Adam Lavallee, a math and economics teacher who was already teaching online classes before the pandemic hit, has thought long and hard about the opportunities presented by distance learning. As he explains in an article for Global Online Academy, teachers can work to create an “engaging online course with a robust community of learners that allows for student choice, timely feedback, content coverage, and student mastery.”

Lavallee recommends that teachers make several shifts when planning math instruction—most of which, with a little more tinkering, are relevant to other subjects. These shifts can be made gradually, so as not to be overwhelming: “Consider these shifts carefully and focus on the work most relevant to your students and your context,” Lavallee suggests.

IDENTIFY THE ESSENTIAL CONTENT
Distance learning demands that teachers think very intentionally about which concepts students need to master. The reality is, mastery isn’t always what’s necessary for a particular concept; rather, observation or even just exposure may be sufficient to spark curiosity and wonder.

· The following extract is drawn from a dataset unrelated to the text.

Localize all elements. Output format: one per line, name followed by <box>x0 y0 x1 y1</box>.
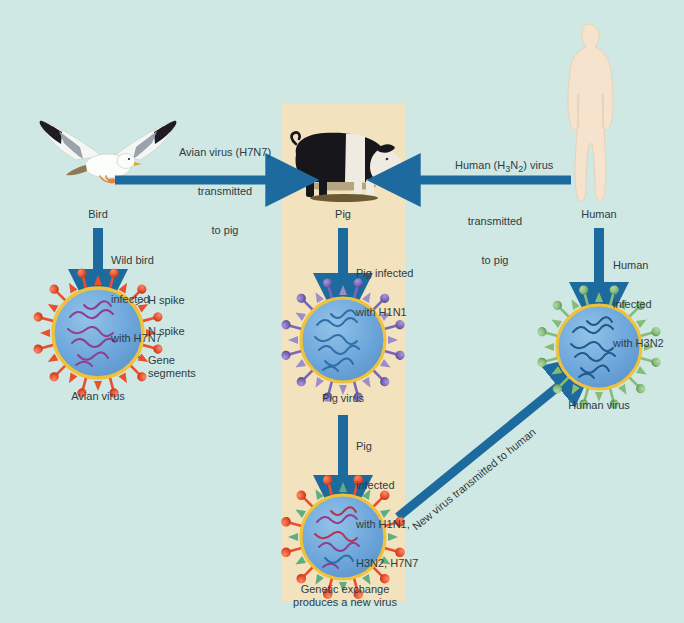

For Lavallee, matrices and the application of Cramer’s rule in Algebra 2 are non-essential and can be eliminated from the curriculum; completing the square to derive the quadratic equation is something students should observe; a few fundamental concepts within logarithms should be mastered; and functions are a must-have, to the point where students should both master and reflect on them.

MAKE CONTENT DELIVERY ASYNCHRONOUS
If you shift content delivery to asynchronous instruction, as with self-made, on-demand videos, you free up synchronous time to collaborate with students and work through example problems and address misconceptions.

With on-demand instruction, Lavallee suggests, “The key strategy is a structure where students know their objectives, and they have the ability to check for their own understanding along the way.” With that strategy in place, you have created a basis for self-paced learning.

FOCUS ON PRACTICE
“Eliminate ‘homework,’ and just call it learning,” Lavallee suggests, adding that incentivizing students to practice working with concepts is what matters. You might also consider moving away from the easy-to-hard paradigm to make the practice more about reflecting. “Assess students not on their first draft of homework or their final product, but on their revisions and reflections,” he says. “Let them see the final solutions, then focus on, assess, and incentivize the revision process.”

There are also a host of apps that make math practice engaging and enjoyable, particularly for elementary and middle schoolers.

CREATE OPPORTUNITIES FOR INTERACTION
Lavallee notes that “teachers need to intentionally design for interaction in online formats and create structures that empower student voices.” One strategy for empowering student voice that Lavallee learned from a peer is to have students imagine that they have a partner who doesn’t understand a problem and then make a video explaining how to do it: The work of creating the video pushes students to deepen their understanding, and the teacher can use the videos for formative assessment. As a bonus, if any students are still struggling with the problem, their peers’ videos can be a valuable resource.

You can also infuse your instruction with assignments that rely on more complex collaborative work (say storyboarding and multimedia), and use online breakout rooms as a place for students to engage in meaningful math discussions among themselves or with you in order to build confidence in their voices and perspectives.

RETHINK ASSESSMENT
A three-fold approach to summative assessment works well online, Lavallee writes. Consider incorporating:

Automated assessments for conceptual understanding—e.g., a set of multiple choice questions that students can complete in 15 minutes;
Oral exams, where students take 5–10 minutes to walk you through a solution to a multistep problem; and
A culminating project for each unit—e.g., students choose and present an authentic, contextualized application.
With both oral exams and culminating projects, consider how student choice can further enrich your students’ experiences and understanding—that approach can make students more engaged and result in a deeper, more authentic understanding of the content.